By Pat Garofalo
In a New York Times op-ed today, billionaire investor Warrenn Buffett renewed his oft-made call for tax increases on the ultra-wealthy. “While the poor and middle class fight for us in Afghanistan, and while most Americans struggle to make ends meet, we mega-rich continue to get our extraordinary tax breaks,” he wrote. “My friends and I have been
coddled long enough by a billionaire-friendly Congress. It’s time for our government to get serious about shared sacrifice.”

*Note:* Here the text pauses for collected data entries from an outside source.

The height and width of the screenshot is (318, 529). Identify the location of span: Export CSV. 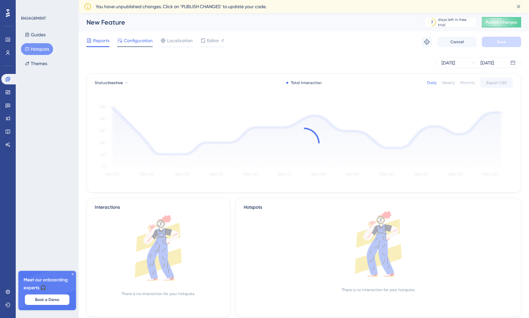
(496, 83).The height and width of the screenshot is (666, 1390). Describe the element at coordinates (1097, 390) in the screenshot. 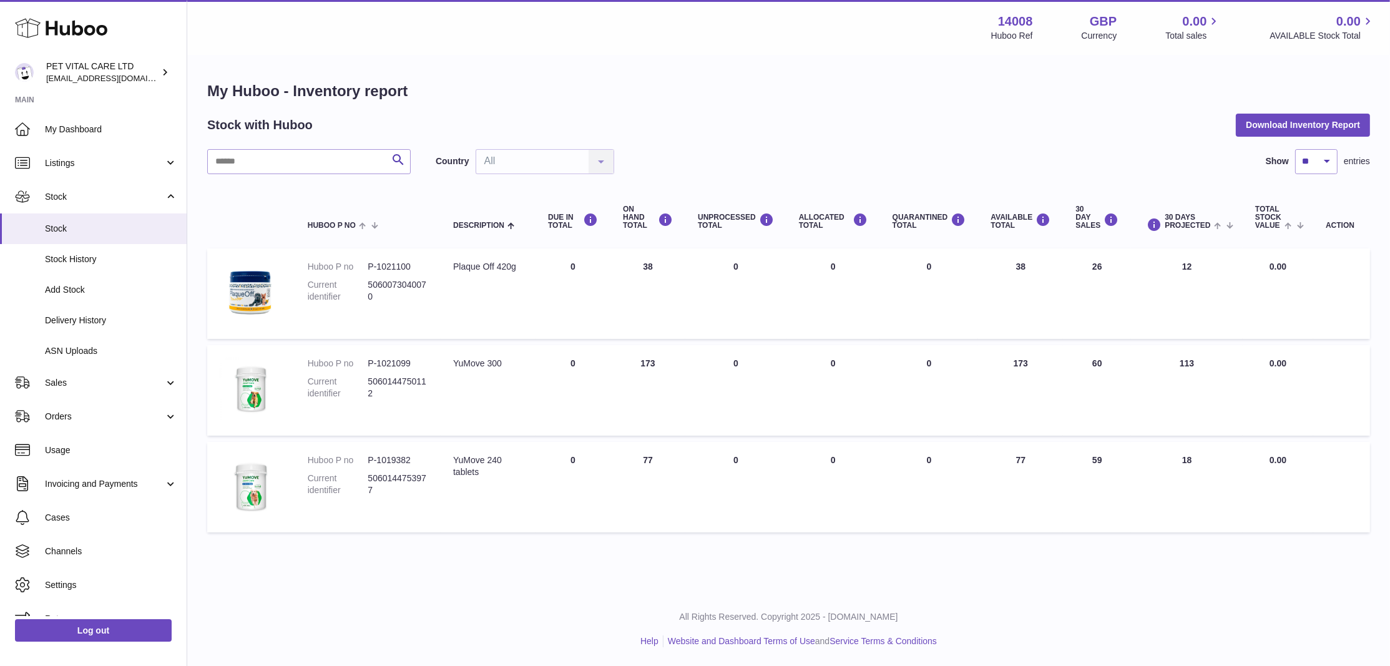

I see `td: 60` at that location.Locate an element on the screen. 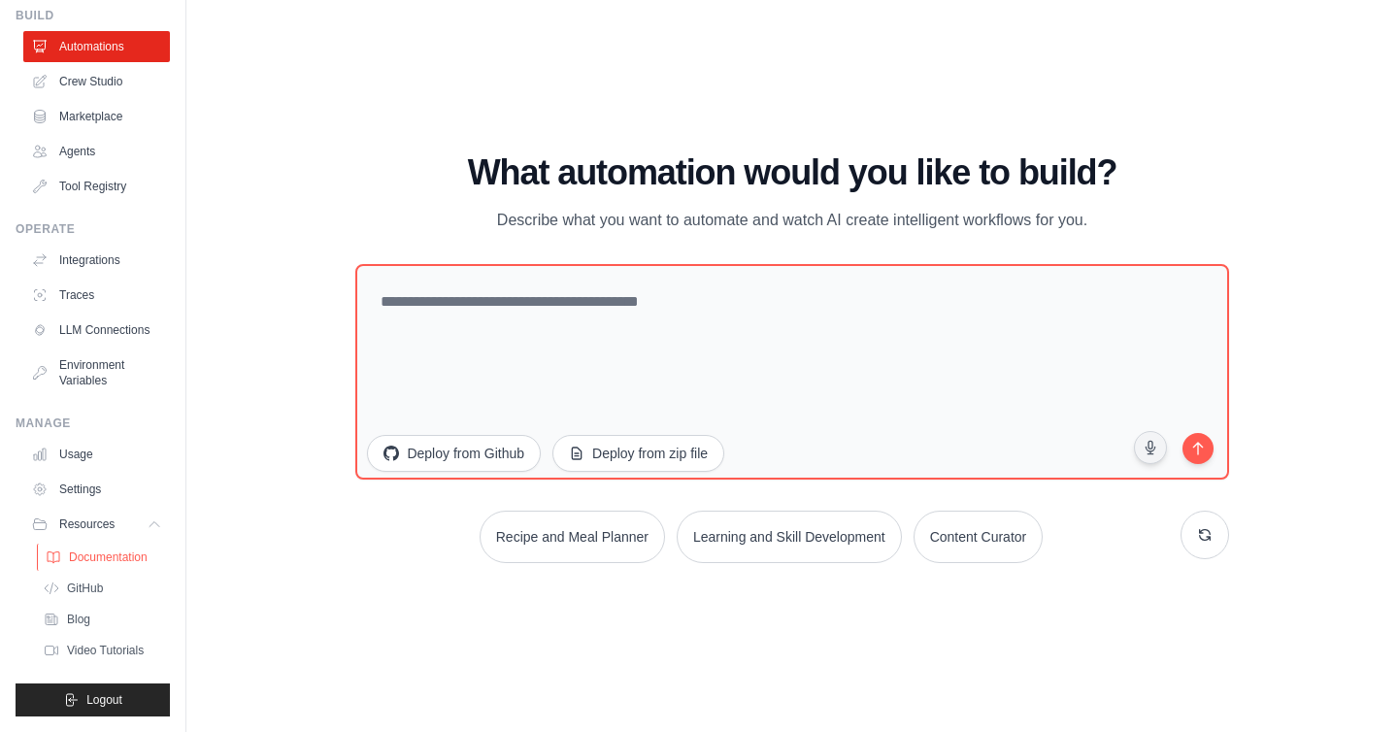  span: Blog is located at coordinates (79, 619).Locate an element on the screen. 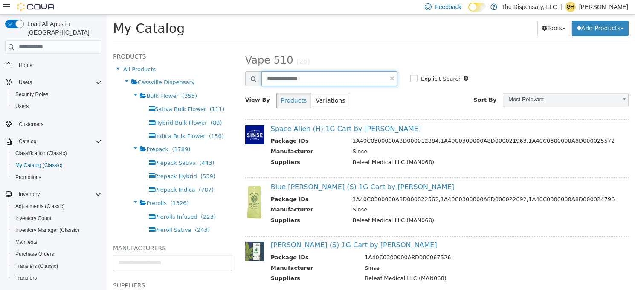  span: Inventory Count is located at coordinates (57, 218).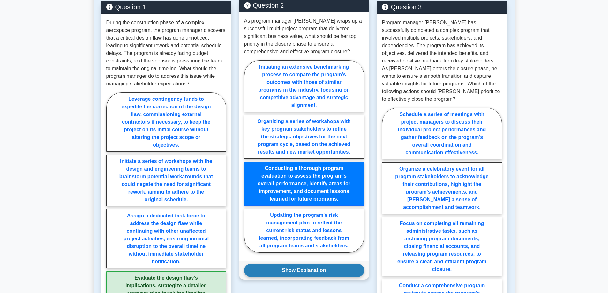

Today, 2012 GOP presidential contender Mitt Romney — who has a personal net worth
between $190 million and $250 million — rejected that argument. Reprising a version of his “
corporations are people” argument from last week, Romney claims that Buffett’s taxes are higher than he says they are because he, as a business owner, bears the burden of the corporate income tax. (This argument comes from a piece by the Wall Street Journal’s Stephen Moore, who explicitly believes that
the poor need to pay higher taxes to finance tax cuts for the rich.) Romney went on to claim that raising taxes on the wealthy would actually be a tax increase on small businesses:
Look, I know there are some who say “let’s just tax the rich.” Let’s raise the taxes on the rich…Businesses, small businesses. Are you a sub-S corporation or a c-corp? For those that aren’t familiar with that, that means that his business pays personal income tax. He’s taxes at the personal income tax rate.So if we raise taxes on wealthy people, that means businesses see their taxes go up. I don’t want to raise taxes on employers.